"And always you were kind to every one," Frederick Befort went on in that soft low voice which was so like a caress. "Kindness means much to me now. I have seen so much—unkindness. To-morrow I go to Washington with Mr. Simmons and Major Martingale to make a report on our work at Riverside, and then I must go home. I did not think I ever would go back. I thought I was through with empires and kings. I wanted to live where a man could be himself and not just one of a pattern. But I have a duty over there, I must go back. May I come for you first, and will you go with me and Joan to my poor changed Luxembourg? Will you?" His grave eyes searched her face.

Rebecca Mary kept her eyes on the fingers which fumbled so nervously with an end of pink ribbon. It couldn't be true that this man, who had once been to her like the prince in the fairy tale, really had asked her to marry him. She must be dreaming. Countess Ernach de Befort! That didn't sound a bit like Rebecca Mary Wyman. She couldn't make it sound like Rebecca Mary Wyman. And then she remembered that he never once had said a word which is usually mentioned in a proposal of marriage. With a relief so great that it almost choked her, Rebecca Mary understood that Frederick Befort had asked her to marry him because she had been, as he had said, heavenly kind to Joan, and not because he loved her so that he could not live without her. Rebecca Mary believed firmly that love is the only reason for marriage. And she did not love Count Ernach de Befort. There had been a time when he had fascinated her, when she had dreamed that perhaps he might some day ask her to marry him, but that time was past, and anyway fascination was not love. She tried to think how she could tell him that it wasn't without hurting his—his pride, for she felt that she had done him an almost irreparable injury in questioning his honor. Oh, she never could be grateful enough to Richard Cabot if he hadn't told Frederick Befort that she had questioned his honor. Perhaps it was the thought of Richard which gave her courage to raise her eyes to the grave face above her.

"I'm—I'm so sorry," she stammered, and she put her little hand on his sleeve. "But you don't really want me. It's just for Joan. You don't care for me and—I don't care for you. You know you don't really care?"

Frederick Befort drew his heels together again and bowed ceremoniously over the small white hand he had taken from his sleeve. "I, too, am sorry," and his voice sounded sorry, so sorry that just for a second Rebecca Mary thought she might have been mistaken. "But if I cannot have your love I hope always to have your friendship?"

"You shall!" she promised quickly, glad that she could give him something that he wanted. "You shall always have my friendship—you and Joan."

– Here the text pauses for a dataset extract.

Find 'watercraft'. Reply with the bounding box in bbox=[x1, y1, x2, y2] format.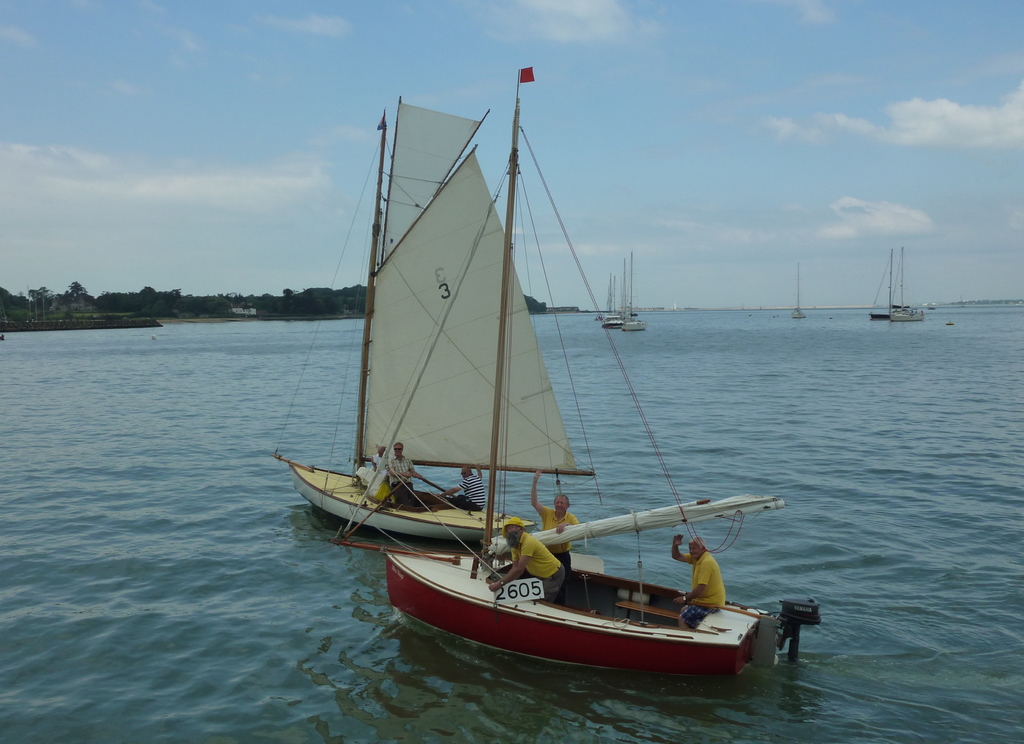
bbox=[602, 276, 629, 333].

He raised her hand to his lips again and went away, taking with him the only chance Rebecca Mary ever would have to be a countess.

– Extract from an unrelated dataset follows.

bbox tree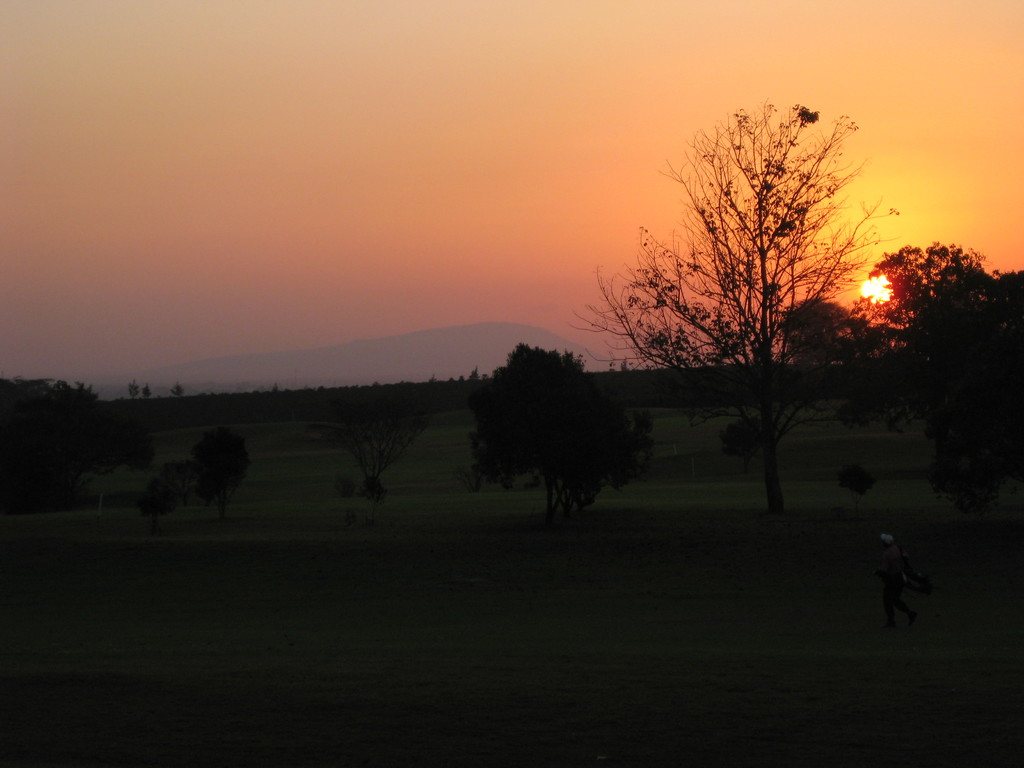
(189, 431, 254, 520)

Richard passed him as he came looking for Rebecca Mary, and he stopped to regard him with suspicion. "What did he want? Did he ask you to marry him, Rebecca Mary?" he demanded so anxiously that Rebecca Mary could not resent the question.

"He was just telling me how grateful he was for what I did for Joan." Rebecca Mary quite truthfully translated what Frederick Befort had said to her, and which she had been clever enough to understand. "I couldn't marry him," she went on quickly. "We belong to different countries and—and everything. Once I thought I should like to," she confessed with an adorable blush. "It would have been so romantic to be a countess. He has taught me a lot about—about Luxembourg and things, but he doesn't want me to marry him. He is just grateful for what I did for Joan, you know."